*** Records Section Begins ***
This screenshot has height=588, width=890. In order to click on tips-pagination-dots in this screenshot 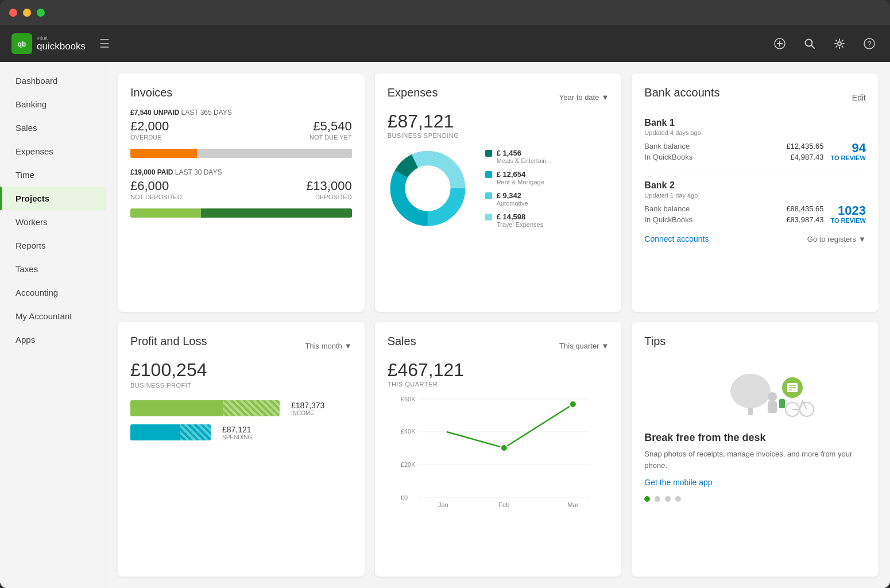, I will do `click(755, 499)`.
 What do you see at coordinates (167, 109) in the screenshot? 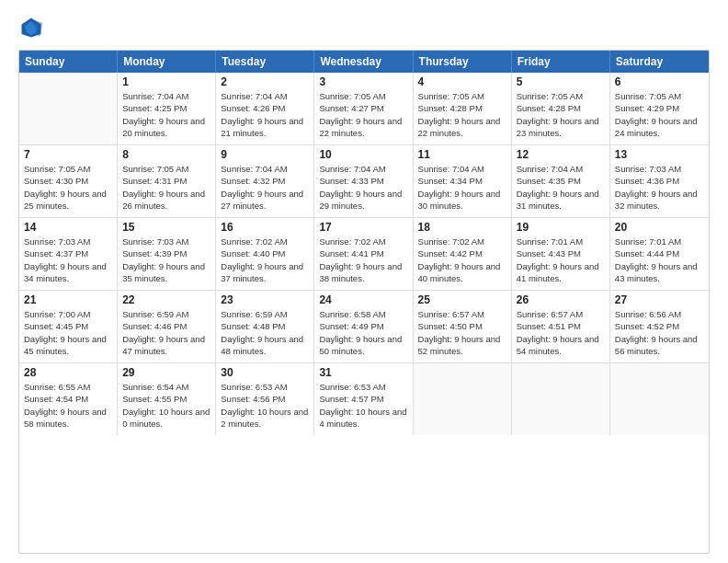
I see `calendar-cell: 1Sunrise: 7:04 AMSunset: 4:25 PMDaylight…` at bounding box center [167, 109].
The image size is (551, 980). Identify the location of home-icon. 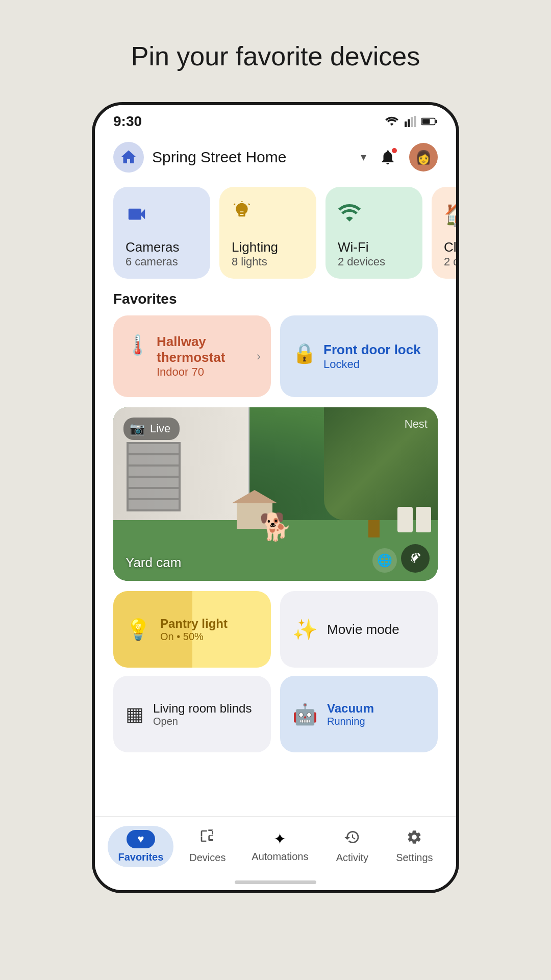
(129, 157).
*** Records Section Ends ***
● About this exercise
Exactly the lines from the one containing "The image size" through the end of the data above: repeat those, both ends included, and nothing else. Skip the pictures.

● Result
The image size is (551, 980). Identify the location of home-icon. 
(129, 157).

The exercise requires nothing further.